Users of SenseClusters may wonder where they can find data with which
to experiment.

Over the course of the last few years we have created quite a bit of
data, and I've updated our name discrimination data page to include
links to most of that data. In addition, I've provided very brief
summaries of the content of each collection.

http://www.d.umn.edu/~tpederse/namedata.html

This primarily consists of data we have created by conflating names
together to create a new ambiguity, such as turning all occurrences of
"Tony Blair" and "Bill Clinton" into the now ambiguous name
"TonyBlairBillClinton". The objective with this data is to take the
occurrences of this newly ambiguous name and see if you can discover
who the underlying entities/identities are via SenseClusters.

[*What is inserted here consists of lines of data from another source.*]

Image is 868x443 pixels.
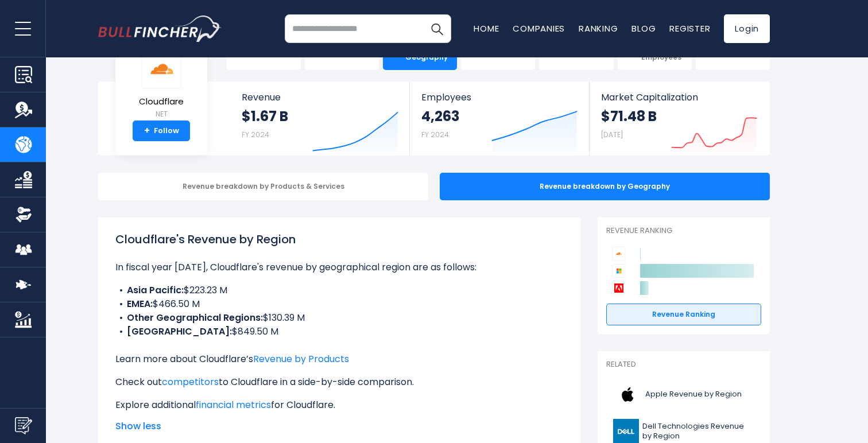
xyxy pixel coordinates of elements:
a: Market Capitalization $71.48 B [DATE] [589,81,769,156]
a: Companies [513,22,564,34]
span: Product / Geography [401,43,452,62]
b: EMEA: [127,297,153,310]
img: Ownership [15,206,32,223]
li: $849.50 M [116,325,563,339]
a: Go to homepage [98,16,222,42]
b: Asia Pacific: [127,284,184,297]
li: $466.50 M [116,297,563,311]
h1: Cloudflare's Revenue by Region [116,231,563,248]
a: financial metrics [196,399,271,412]
a: +Follow [133,121,190,141]
small: FY 2024 [421,130,449,139]
b: [GEOGRAPHIC_DATA]: [127,325,232,338]
span: Revenue [242,92,399,103]
p: Revenue Ranking [606,226,761,236]
a: Blog [632,22,656,34]
div: Revenue breakdown by Products & Services [98,173,428,200]
a: Register [669,22,710,34]
img: Adobe competitors logo [612,281,626,295]
span: Market Capitalization [601,92,757,103]
strong: $1.67 B [242,107,288,126]
a: Revenue $1.67 B FY 2024 [231,81,409,156]
img: bullfincher logo [98,16,222,42]
p: Related [606,360,761,370]
a: Employees 4,263 FY 2024 [409,81,588,156]
p: Check out to Cloudflare in a side-by-side comparison. [116,376,563,389]
small: NET [139,109,184,120]
strong: 4,263 [421,107,459,126]
img: Microsoft Corporation competitors logo [612,264,626,278]
img: AAPL logo [613,381,642,408]
strong: $71.48 B [601,107,656,126]
a: Home [473,22,499,34]
b: Other Geographical Regions: [127,311,263,324]
img: Cloudflare competitors logo [612,247,626,261]
li: $130.39 M [116,311,563,325]
small: FY 2024 [242,130,269,139]
p: Explore additional for Cloudflare. [116,399,563,412]
p: In fiscal year [DATE], Cloudflare's revenue by geographical region are as follows: [116,261,563,274]
a: Login [724,14,770,43]
strong: + [144,126,150,136]
li: $223.23 M [116,284,563,297]
a: Apple Revenue by Region [606,379,761,410]
a: Revenue Ranking [606,304,761,326]
a: competitors [162,376,219,389]
a: Ranking [578,22,618,34]
span: Apple Revenue by Region [645,390,742,400]
a: Revenue by Products [254,353,349,366]
span: Employees [421,92,577,103]
small: [DATE] [601,130,623,139]
span: CEO Salary / Employees [636,43,687,62]
span: Cloudflare [139,97,184,107]
span: Show less [116,419,563,433]
div: Revenue breakdown by Geography [440,173,770,200]
a: Cloudflare NET [139,49,185,121]
span: Dell Technologies Revenue by Region [642,422,754,441]
button: Search [423,14,451,43]
p: Learn more about Cloudflare’s [116,353,563,366]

This page also includes the "Kulkarni name corpus" which is a
collection where ambiguous names as found on the web have been
manually disambiguated.

In addition, please remember that SenseClusters can also be applied to
text where word senses have been manually disambiguated. In this case
the task of SenseClusters is to cluster the occurrences of a word
based on the sense in which it was used. Any of the Senseval-2
formatted data found at the link below can easily be used with
SenseClusters.

http://www.d.umn.edu/~tpederse/data.html

Finally, please note that you can use SenseClusters on email data,
where there is not a single target word or name you are interested in,
but rather you seek to categorize short messages by topic. There is
some email data found in the name data page, and we also have a subset
of the Enron email corpus available which has been categorized by
topic which you could use as input to SenseClusters. That data is
available here:

http://www.d.umn.edu/~tpederse/enron.html

Of course you can use SenseClusters with a wide range of data over a
much broader range of tasks than described here, but the data we
provide here has the advantage of having correct answers associated
with it. This means you can evaluate your results and even compare to
our published results should you wish to do that.

Finally, if you have any data that you have used with SenseClusters
and you'd like to make that available, please do let us know. We'd be
happy to include a link to your data or even host it on our server.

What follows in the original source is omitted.